Wise Leadership Isn’t a Gender Issue

Whether women, or men, or both invented it – empathy, even in adversarial relationships, is invariably the wisest approach.    

What’s the Big Idea? 


Women in prominent leadership positions frequently get asked about gendered differences in leadership style. Are women more collaborative? Is an aggressive negotiating style a more “naturally” masculine trait? Susan Schwab, who negotiated complex, high-stakes international trade agreements during the Bush administration as deputy US trade representative, says that experience is far more determinative of leadership style than gender. 

Possibly, maybe, for what it’s worth, Schwab says, men tend to escalate negotiations more hastily toward a zero-sum situation, while women tend to prefer win-win outcomes. It doesn’t really matter. What matters is that a negotiation style in which each party fully understands the other’s goals and limits, and seeks a mutually agreeable outcome (with the maximum benefit for her own side), is more likely to yield positive results than a Mexican standoff or a brawl. 

Even good faith negotiations can break down, and when they do, says Schwab, there’s an art to knowing when and how to walk away. Knowing when is a matter of recognizing your own limits of compromise – the boundaries beyond which the deal is more harmful than beneficial to your cause. Knowing how is easier: don’t burn your bridges. No matter how tense and difficult negotiations get, it’s better to walk away with mutual disappointment and the possibility of returning to the table later than to let things devolve into drama and recrimination. 

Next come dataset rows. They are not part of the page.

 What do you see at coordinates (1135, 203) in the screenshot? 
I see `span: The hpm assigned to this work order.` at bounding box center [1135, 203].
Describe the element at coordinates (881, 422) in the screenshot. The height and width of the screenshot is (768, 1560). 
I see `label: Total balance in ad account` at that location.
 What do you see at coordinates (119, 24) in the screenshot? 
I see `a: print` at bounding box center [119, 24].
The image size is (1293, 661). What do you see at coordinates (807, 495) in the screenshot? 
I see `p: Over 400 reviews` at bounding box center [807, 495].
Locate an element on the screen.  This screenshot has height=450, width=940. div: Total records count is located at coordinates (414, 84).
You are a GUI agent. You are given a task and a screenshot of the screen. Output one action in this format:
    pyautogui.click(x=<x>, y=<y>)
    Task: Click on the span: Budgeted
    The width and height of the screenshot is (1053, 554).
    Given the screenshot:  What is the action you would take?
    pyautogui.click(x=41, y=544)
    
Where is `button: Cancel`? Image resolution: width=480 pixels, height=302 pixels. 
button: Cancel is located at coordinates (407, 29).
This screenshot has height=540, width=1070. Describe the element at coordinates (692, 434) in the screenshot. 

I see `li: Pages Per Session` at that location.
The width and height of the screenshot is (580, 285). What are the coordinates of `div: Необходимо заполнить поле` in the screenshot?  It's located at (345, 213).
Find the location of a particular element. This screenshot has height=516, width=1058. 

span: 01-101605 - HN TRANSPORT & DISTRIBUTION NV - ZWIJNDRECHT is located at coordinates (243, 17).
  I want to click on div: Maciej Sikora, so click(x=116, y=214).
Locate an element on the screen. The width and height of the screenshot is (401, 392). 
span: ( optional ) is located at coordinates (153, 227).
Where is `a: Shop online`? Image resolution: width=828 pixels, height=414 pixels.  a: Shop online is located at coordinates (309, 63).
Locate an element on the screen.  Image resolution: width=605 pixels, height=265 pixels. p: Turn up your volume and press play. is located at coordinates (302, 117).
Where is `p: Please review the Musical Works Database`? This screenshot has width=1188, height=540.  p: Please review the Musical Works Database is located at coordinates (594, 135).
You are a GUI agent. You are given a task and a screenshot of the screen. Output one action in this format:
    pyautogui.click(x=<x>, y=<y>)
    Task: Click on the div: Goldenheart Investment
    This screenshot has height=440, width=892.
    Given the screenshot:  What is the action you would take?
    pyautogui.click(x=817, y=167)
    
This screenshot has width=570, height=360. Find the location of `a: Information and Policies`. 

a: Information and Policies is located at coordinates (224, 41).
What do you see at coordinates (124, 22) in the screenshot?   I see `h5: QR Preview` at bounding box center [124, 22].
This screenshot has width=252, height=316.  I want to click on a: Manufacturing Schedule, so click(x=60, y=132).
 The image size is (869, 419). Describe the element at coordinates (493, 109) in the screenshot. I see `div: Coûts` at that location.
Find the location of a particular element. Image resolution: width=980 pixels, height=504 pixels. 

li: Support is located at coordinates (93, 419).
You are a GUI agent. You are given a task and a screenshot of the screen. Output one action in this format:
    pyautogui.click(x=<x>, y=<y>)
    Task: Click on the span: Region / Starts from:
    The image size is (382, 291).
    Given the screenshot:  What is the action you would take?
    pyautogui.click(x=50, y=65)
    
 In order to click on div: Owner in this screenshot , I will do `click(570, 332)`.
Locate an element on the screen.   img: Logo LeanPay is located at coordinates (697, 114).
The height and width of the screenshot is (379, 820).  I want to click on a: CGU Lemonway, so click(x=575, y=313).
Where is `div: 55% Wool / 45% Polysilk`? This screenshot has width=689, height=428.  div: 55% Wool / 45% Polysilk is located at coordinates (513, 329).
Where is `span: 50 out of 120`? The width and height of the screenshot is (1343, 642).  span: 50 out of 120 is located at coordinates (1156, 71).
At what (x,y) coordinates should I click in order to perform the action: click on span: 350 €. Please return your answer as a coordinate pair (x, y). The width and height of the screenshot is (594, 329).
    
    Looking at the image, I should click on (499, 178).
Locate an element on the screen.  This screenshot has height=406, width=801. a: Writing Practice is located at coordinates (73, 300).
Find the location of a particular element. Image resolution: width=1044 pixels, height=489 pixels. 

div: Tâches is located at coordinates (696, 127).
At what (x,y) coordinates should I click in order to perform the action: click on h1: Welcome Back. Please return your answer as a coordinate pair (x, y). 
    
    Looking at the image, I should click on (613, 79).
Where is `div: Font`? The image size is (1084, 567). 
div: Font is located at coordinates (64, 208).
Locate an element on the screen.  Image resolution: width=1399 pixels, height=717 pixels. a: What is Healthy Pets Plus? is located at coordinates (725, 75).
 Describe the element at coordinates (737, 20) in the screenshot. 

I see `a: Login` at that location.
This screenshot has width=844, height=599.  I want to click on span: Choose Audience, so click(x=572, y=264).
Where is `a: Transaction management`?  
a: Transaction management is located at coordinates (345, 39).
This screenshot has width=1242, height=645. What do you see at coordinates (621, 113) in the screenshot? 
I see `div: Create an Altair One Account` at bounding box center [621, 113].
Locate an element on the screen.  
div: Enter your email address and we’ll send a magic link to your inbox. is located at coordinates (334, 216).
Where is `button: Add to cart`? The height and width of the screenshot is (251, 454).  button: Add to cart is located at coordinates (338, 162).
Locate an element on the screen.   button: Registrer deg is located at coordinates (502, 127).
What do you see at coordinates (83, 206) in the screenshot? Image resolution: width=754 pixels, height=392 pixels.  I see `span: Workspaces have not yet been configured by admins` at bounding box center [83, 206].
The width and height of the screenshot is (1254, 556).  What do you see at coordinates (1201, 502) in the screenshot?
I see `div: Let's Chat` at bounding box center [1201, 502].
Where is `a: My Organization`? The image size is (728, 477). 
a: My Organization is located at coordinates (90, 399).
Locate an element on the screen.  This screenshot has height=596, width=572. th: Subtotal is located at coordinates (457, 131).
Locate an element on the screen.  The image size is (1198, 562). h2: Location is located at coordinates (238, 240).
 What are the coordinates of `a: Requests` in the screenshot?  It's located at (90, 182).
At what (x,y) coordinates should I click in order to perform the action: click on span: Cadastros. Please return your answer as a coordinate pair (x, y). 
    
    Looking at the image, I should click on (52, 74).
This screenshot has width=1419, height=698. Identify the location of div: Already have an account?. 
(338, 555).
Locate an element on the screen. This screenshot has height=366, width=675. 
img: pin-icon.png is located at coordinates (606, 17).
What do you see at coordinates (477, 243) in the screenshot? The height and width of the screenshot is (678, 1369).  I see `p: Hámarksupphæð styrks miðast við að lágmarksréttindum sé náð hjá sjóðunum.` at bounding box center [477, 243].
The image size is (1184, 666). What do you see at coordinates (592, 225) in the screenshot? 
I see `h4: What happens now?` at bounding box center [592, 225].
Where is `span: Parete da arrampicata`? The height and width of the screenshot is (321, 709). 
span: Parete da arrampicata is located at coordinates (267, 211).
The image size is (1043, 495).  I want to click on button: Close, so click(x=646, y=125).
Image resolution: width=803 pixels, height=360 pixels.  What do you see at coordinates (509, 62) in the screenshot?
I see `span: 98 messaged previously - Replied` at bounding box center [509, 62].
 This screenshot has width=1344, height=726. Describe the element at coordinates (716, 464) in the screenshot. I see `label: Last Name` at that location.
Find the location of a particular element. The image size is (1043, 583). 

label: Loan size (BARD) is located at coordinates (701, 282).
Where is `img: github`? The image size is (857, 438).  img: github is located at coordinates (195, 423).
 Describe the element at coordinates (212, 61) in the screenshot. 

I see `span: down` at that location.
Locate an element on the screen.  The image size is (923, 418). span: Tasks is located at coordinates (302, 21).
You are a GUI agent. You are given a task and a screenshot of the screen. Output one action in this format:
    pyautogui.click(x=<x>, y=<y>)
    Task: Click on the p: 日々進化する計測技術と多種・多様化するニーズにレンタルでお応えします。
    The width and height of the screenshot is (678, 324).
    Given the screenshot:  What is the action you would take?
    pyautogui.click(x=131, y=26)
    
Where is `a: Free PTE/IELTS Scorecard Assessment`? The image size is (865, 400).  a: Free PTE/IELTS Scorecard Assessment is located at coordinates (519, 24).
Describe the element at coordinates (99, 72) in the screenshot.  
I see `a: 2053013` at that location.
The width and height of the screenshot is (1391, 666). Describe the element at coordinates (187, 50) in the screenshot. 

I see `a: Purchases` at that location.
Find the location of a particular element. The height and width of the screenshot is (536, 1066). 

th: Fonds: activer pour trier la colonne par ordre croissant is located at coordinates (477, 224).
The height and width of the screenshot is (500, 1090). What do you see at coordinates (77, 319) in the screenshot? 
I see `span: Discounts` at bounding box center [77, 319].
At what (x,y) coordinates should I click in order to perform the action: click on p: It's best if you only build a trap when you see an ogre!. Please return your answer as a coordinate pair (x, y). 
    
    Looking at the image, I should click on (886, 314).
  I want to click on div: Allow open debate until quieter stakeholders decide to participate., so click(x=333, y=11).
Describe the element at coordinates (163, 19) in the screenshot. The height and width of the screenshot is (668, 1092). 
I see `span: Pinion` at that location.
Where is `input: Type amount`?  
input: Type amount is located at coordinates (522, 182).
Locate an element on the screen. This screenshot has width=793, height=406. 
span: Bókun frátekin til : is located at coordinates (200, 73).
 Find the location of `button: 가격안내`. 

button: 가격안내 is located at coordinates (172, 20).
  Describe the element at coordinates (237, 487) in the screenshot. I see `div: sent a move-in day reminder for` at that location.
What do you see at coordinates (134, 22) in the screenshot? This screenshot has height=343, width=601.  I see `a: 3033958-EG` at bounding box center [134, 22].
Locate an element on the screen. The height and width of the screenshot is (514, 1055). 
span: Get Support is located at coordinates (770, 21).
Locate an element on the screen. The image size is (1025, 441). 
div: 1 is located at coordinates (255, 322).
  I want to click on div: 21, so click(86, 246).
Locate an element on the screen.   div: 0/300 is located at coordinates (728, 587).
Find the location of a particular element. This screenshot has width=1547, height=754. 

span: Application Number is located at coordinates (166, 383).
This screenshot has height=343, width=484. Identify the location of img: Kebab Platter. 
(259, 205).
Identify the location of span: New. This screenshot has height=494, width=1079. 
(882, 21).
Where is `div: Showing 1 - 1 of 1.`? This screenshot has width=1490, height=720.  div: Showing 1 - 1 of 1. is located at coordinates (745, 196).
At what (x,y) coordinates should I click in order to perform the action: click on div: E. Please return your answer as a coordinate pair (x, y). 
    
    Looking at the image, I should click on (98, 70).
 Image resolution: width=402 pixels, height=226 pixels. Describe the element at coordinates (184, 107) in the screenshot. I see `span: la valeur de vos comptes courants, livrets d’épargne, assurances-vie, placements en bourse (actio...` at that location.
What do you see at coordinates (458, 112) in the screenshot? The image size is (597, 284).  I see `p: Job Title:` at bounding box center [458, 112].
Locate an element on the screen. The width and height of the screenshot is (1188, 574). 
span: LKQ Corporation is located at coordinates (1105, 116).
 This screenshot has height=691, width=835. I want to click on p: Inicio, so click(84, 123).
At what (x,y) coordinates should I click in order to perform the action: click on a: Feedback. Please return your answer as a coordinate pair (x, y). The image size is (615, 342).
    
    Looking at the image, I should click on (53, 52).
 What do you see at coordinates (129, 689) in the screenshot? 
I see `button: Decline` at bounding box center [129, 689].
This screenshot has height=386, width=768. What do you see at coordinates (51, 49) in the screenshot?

Former US Deputy Trade Representative Susan Schwab on one of the tensest, most high-stakes negotiations of her life, and how she walked away gracefully when the deal broke down. 

What’s the Significance? 

One of the most valuable reasons to move the conversation away from gendered differences in leadership style, is that it obscures the real question of what works best, when. 

In politics, perception often rules the day, and Americans tend not to like their leaders “wishy-washy.” This leads to all kinds of trouble, as demonstrating the kind of “backbone” that keeps you in office can easily translate into making stupid – yet definitive – decisions. There’s a good chance that our lingering love of certainty (well-informed or otherwise) is a hangover from old, gendered notions of what’s “manly” and what isn’t, which continue to be reinforced in our most successful action movies; these haven’t evolved much beyond John Wayne Westerns in terms of the basic notions of what constitutes strength and weakness. Strength is beating people up. Weakness is getting beaten (or not fighting at all). 

Yet a sober analysis makes plain the fact that successful leadership means arriving at the best possible outcomes in the long-term, which often involves a subtler and less martial approach. Whether women, or men, or both invented it – empathy, even in adversarial relationships, is invariably the wisest approach.